The fire flitted away. It swelled as it flew, growing from the brilliant pebble to a fist-sized storm of light. It didn"t drop like an arrow would. It went perfectly straight, and it went faster than anything should have ever left a human hand.
The Teuton appeared transfixed by the oncoming storm. His comrade-in-arms shouted, but it was too late had been too late from the very beginning. The man took the fire dead centre, and it consumed him in a wave.
Nikoleta heard the heart stop. The silence was abrupt, and she was suddenly aware of the world again.
She heard Buber say "f.u.c.k" under his breath. The second Teuton nocked another arrow and started for her.
Again, she felt for him, sorting through all the souls until she found his. The fire sprang to life, suspended by her will, cradled in her fingers. The Teuton stopped his ill-considered dash and loosed off his arrow. He was close enough that he would have hit her, or her horse, or Buber, but that didn"t matter so much as that he was already dead when the arrow banged against the invisible wall in front of her and broke in two.
The flames and the greasy smoke had attracted attention, from both sides. The poor b.l.o.o.d.y infantry slogged on towards the town quite why Gerhard hadn"t used the road was lost to her but the closest Teutons, and the Carinthian cavalry, started to converge on her.
"Are we going to pull back?" asked Buber. He felt for a crossbow bolt and fed it onto the shaft.
"No," she said. "We"re going to take them on."
Her horse had seemed entirely unconcerned by the pretty lights above its head, but started to shudder and twitch as a dozen Teutons came at them from one side, and the Carinthians from the other.
The northmen fired their arrows at her as they rode.
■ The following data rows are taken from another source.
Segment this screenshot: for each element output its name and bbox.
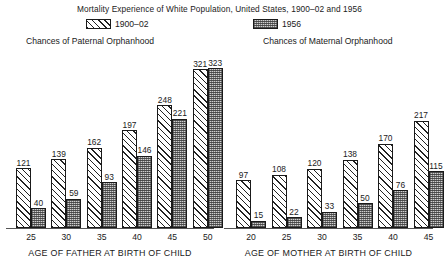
bar[interactable] <box>137 156 152 228</box>
bar[interactable] <box>16 168 31 228</box>
bar[interactable] <box>378 144 393 228</box>
x-tick-label: 40 <box>122 232 152 242</box>
bar[interactable] <box>193 69 208 228</box>
bar[interactable] <box>393 190 408 228</box>
legend-item-1956: 1956 <box>253 19 301 29</box>
bar[interactable] <box>287 217 302 228</box>
legend-swatch-hatch-icon <box>86 19 111 29</box>
bar-value-label: 221 <box>173 109 187 117</box>
bar-value-label: 162 <box>87 138 101 146</box>
panel-heading-maternal: Chances of Maternal Orphanhood <box>263 36 392 46</box>
bar[interactable] <box>172 119 187 228</box>
x-axis-line-paternal <box>6 228 214 229</box>
bar-column: 321 <box>193 52 208 228</box>
bar-column: 33 <box>322 52 337 228</box>
bar-column: 97 <box>236 52 251 228</box>
bar[interactable] <box>307 169 322 228</box>
x-tick-label: 35 <box>343 232 373 242</box>
bar-column: 217 <box>414 52 429 228</box>
bar-value-label: 146 <box>138 146 152 154</box>
bar-column: 121 <box>16 52 31 228</box>
bar-value-label: 33 <box>325 202 334 210</box>
x-tick-label: 25 <box>272 232 302 242</box>
bar-column: 248 <box>157 52 172 228</box>
bar-value-label: 15 <box>254 211 263 219</box>
x-tick-label: 45 <box>157 232 187 242</box>
bar-column: 93 <box>102 52 117 228</box>
x-tick-label: 50 <box>193 232 223 242</box>
x-tick-label: 30 <box>51 232 81 242</box>
bar-value-label: 139 <box>52 150 66 158</box>
bar-value-label: 121 <box>17 159 31 167</box>
bar-value-label: 120 <box>308 159 322 167</box>
x-tick-label: 20 <box>236 232 266 242</box>
bar-value-label: 59 <box>69 189 78 197</box>
chart-panel-maternal: 971510822120331385017076217115 AGE OF MO… <box>222 52 435 268</box>
bar[interactable] <box>343 160 358 228</box>
legend-item-1900-02: 1900–02 <box>86 19 148 29</box>
bar[interactable] <box>358 203 373 228</box>
bar-column: 115 <box>429 52 444 228</box>
bar[interactable] <box>429 171 444 228</box>
bar-column: 108 <box>272 52 287 228</box>
x-tick-label: 30 <box>307 232 337 242</box>
x-axis-title-maternal: AGE OF MOTHER AT BIRTH OF CHILD <box>222 248 435 258</box>
x-tick-label: 35 <box>87 232 117 242</box>
bar-value-label: 170 <box>379 134 393 142</box>
bar-column: 139 <box>51 52 66 228</box>
bar[interactable] <box>157 105 172 228</box>
bar-column: 50 <box>358 52 373 228</box>
bar[interactable] <box>87 148 102 228</box>
bar-value-label: 115 <box>429 162 442 170</box>
bar[interactable] <box>102 182 117 228</box>
bar[interactable] <box>122 130 137 228</box>
bar-column: 221 <box>172 52 187 228</box>
bar-column: 76 <box>393 52 408 228</box>
bar-value-label: 40 <box>34 199 43 207</box>
bar-column: 120 <box>307 52 322 228</box>
legend-label-1900-02: 1900–02 <box>115 20 148 29</box>
chart-panel-paternal: 121401395916293197146248221321323 AGE OF… <box>4 52 216 268</box>
bar-column: 15 <box>251 52 266 228</box>
bar-column: 138 <box>343 52 358 228</box>
x-axis-title-paternal: AGE OF FATHER AT BIRTH OF CHILD <box>4 248 216 258</box>
bar-column: 323 <box>208 52 223 228</box>
bar-column: 22 <box>287 52 302 228</box>
bar[interactable] <box>31 208 46 228</box>
bar[interactable] <box>272 175 287 228</box>
bar[interactable] <box>51 159 66 228</box>
bar-value-label: 93 <box>104 173 113 181</box>
bar-value-label: 217 <box>414 111 428 119</box>
bar-column: 146 <box>137 52 152 228</box>
bar[interactable] <box>66 199 81 228</box>
legend-label-1956: 1956 <box>282 20 301 29</box>
bar-value-label: 323 <box>208 59 222 67</box>
x-axis-line-maternal <box>224 228 433 229</box>
legend-swatch-stipple-icon <box>253 19 278 29</box>
panel-heading-paternal: Chances of Paternal Orphanhood <box>26 36 154 46</box>
bar[interactable] <box>322 212 337 228</box>
bar-value-label: 76 <box>396 181 405 189</box>
bar-column: 197 <box>122 52 137 228</box>
bar-value-label: 108 <box>272 165 286 173</box>
bar-value-label: 50 <box>360 194 369 202</box>
bar-column: 40 <box>31 52 46 228</box>
bar-value-label: 97 <box>239 171 248 179</box>
bar[interactable] <box>251 221 266 228</box>
x-tick-label: 45 <box>414 232 444 242</box>
plot-area-maternal: 971510822120331385017076217115 <box>222 52 435 228</box>
x-tick-label: 25 <box>16 232 46 242</box>
bar-value-label: 321 <box>193 60 207 68</box>
plot-area-paternal: 121401395916293197146248221321323 <box>4 52 216 228</box>
bar-value-label: 22 <box>289 208 298 216</box>
chart-title: Mortality Experience of White Population… <box>0 4 439 14</box>
bar[interactable] <box>236 180 251 228</box>
bar-value-label: 248 <box>158 96 172 104</box>
x-tick-label: 40 <box>378 232 408 242</box>
bar-column: 59 <box>66 52 81 228</box>
bar-column: 162 <box>87 52 102 228</box>
bar-value-label: 138 <box>343 150 357 158</box>
bar-value-label: 197 <box>123 121 137 129</box>
bar[interactable] <box>414 121 429 228</box>
bar[interactable] <box>208 68 223 228</box>
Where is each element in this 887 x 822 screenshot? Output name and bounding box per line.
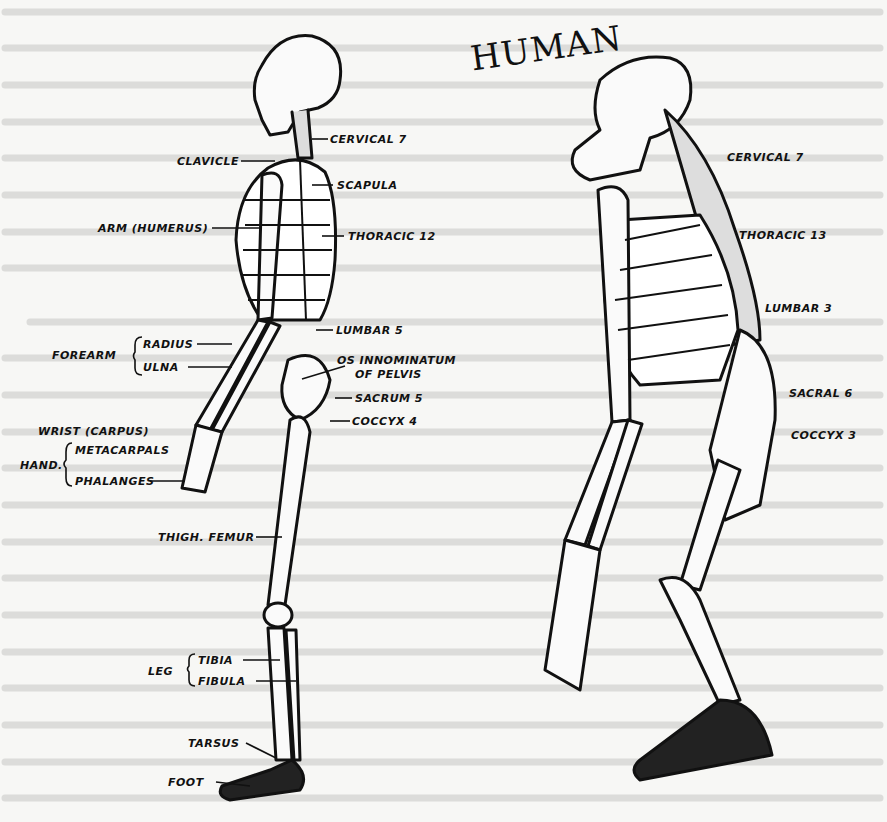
label-human-femur: THIGH. FEMUR [158, 532, 254, 543]
label-human-phalanges: PHALANGES [75, 476, 154, 487]
label-human-pelvis-line1: OS INNOMINATUM [337, 355, 456, 366]
label-human-wrist: WRIST (CARPUS) [38, 426, 149, 437]
label-leader-lines [0, 0, 887, 822]
label-human-tarsus: TARSUS [188, 738, 239, 749]
label-human-tibia: TIBIA [198, 655, 233, 666]
label-human-humerus: ARM (HUMERUS) [98, 223, 208, 234]
label-human-metacarpals: METACARPALS [75, 445, 169, 456]
label-human-hand: HAND. [20, 460, 63, 471]
label-human-ulna: ULNA [143, 362, 179, 373]
label-human-foot: FOOT [168, 777, 204, 788]
label-gorilla-sacral: SACRAL 6 [789, 388, 853, 399]
label-human-clavicle: CLAVICLE [177, 156, 239, 167]
label-human-radius: RADIUS [143, 339, 193, 350]
label-human-lumbar: LUMBAR 5 [336, 325, 403, 336]
label-human-forearm: FOREARM [52, 350, 116, 361]
label-human-pelvis-line2: OF PELVIS [355, 369, 422, 380]
diagram-page: HUMAN [0, 0, 887, 822]
label-human-cervical: CERVICAL 7 [330, 134, 407, 145]
label-gorilla-thoracic: THORACIC 13 [739, 230, 827, 241]
label-human-thoracic: THORACIC 12 [348, 231, 436, 242]
label-human-leg: LEG [148, 666, 173, 677]
label-gorilla-cervical: CERVICAL 7 [727, 152, 804, 163]
label-human-fibula: FIBULA [198, 676, 245, 687]
label-gorilla-coccyx: COCCYX 3 [791, 430, 857, 441]
label-human-scapula: SCAPULA [337, 180, 398, 191]
label-human-coccyx: COCCYX 4 [352, 416, 418, 427]
label-gorilla-lumbar: LUMBAR 3 [765, 303, 832, 314]
label-human-sacrum: SACRUM 5 [355, 393, 423, 404]
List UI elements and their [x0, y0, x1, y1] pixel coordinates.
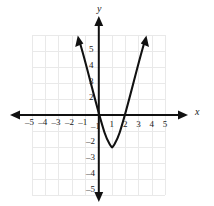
- y-axis-down-arrow: [94, 192, 103, 202]
- x-tick-label-neg1: –1: [78, 118, 87, 127]
- y-axis: [94, 16, 103, 202]
- y-tick-label-neg3: –3: [86, 153, 95, 162]
- x-axis-left-arrow: [10, 111, 20, 120]
- x-axis-right-arrow: [178, 111, 188, 120]
- y-axis-up-arrow: [94, 16, 103, 26]
- y-tick-label-2: 2: [89, 93, 94, 102]
- x-tick-label-5: 5: [163, 120, 168, 129]
- x-tick-label-neg3: –3: [52, 118, 61, 127]
- y-tick-label-5: 5: [89, 45, 94, 54]
- y-tick-label-neg4: –4: [86, 169, 95, 178]
- y-tick-label-4: 4: [89, 61, 94, 70]
- x-axis-label: x: [195, 107, 199, 117]
- x-tick-label-neg4: –4: [38, 118, 47, 127]
- y-tick-label-neg5: –5: [86, 185, 95, 194]
- y-tick-label-3: 3: [89, 77, 94, 86]
- y-axis-label: y: [97, 4, 101, 14]
- x-tick-label-3: 3: [136, 120, 141, 129]
- x-tick-label-neg2: –2: [65, 118, 74, 127]
- x-tick-label-neg5: –5: [25, 118, 34, 127]
- curve-left-arrow: [75, 36, 83, 48]
- x-tick-label-1: 1: [110, 120, 115, 129]
- graph-canvas: [0, 0, 214, 206]
- y-tick-label-neg2: –2: [86, 137, 95, 146]
- x-tick-label-4: 4: [150, 120, 155, 129]
- x-tick-label-2: 2: [123, 120, 128, 129]
- coordinate-plane-graph: –5 –4 –3 –2 –1 1 2 3 4 5 5 4 3 2 –1 –2 –…: [0, 0, 214, 206]
- curve-right-arrow: [141, 36, 149, 48]
- y-tick-label-neg1: –1: [91, 122, 100, 131]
That not a single one reached her didn"t lessen their accuracy, nor their rate of fire. Each crack and rattle made her horse more wide-eyed and rasp-breathed, and more difficult to control.
Her saddle wasn"t a stable platform any more, and she realised why the Order were wheeled into combat on wagons. She tutted at her mistake and swung her leg out and over, ready to dismount.
"Where are you going?" asked Buber. He raised his crossbow and took aim.
"Forget about that. Hold my horse and don"t let go." She dropped to the ground and felt it shake under the impact of so many hooves. It was more than just a little frightening; she felt her stomach tighten and grow cold.
But she had been taught to ignore fear. She had managed to cast spells under the most extreme conditions. Will and knowledge. They were the only things that mattered.
The Teutons were charging. They had swapped their bows for swords. They were waving them wildly, and she heard Buber struggling to keep both his and her horses under control.
She fixed the leader with a knowing smile and fire ripped him apart. She didn"t stop there. The flames spread out like a curtain pulled from the ground, and the Teutons at the front were unable to turn. They plunged into it and through it.
Nikoleta knew how hot the air was, how it seared and cooked. She had never before tried it on targets that were so wet, though, so she was unprepared for the result.
On first contact, the water had exploded into steam, ripping into the Teutons" skin, bursting out between cloth and armour, scalding their lungs. She had boiled them, men and horses, inside and out, and the results were ruinous.
They fell, half-formed, slapping to the ground, momentarily obscured in a coppery-pink fog, but then revealed as the rain beat down and the flames licked their last.
The very rearmost of the Teutons had managed to pull up. He was abruptly alone on his portion of the battlefield, facing a Carinthian hexmaster and ten Carinthian earls. He turned and galloped away as quickly as he could.
She lost her concentration momentarily. Her shield flickered and fell, and the rain pattered against her hat once more.
Buber, the earls, they were all staring at her. She gazed at the gasping, twitching shapes in front of her. One by one, they shuddered and ceased.
What did she expect? For her targets just to disappear in a puff of smoke, clean and neat? These weren"t mercenaries, hired by some lord. These were invaders, and they"d killed already.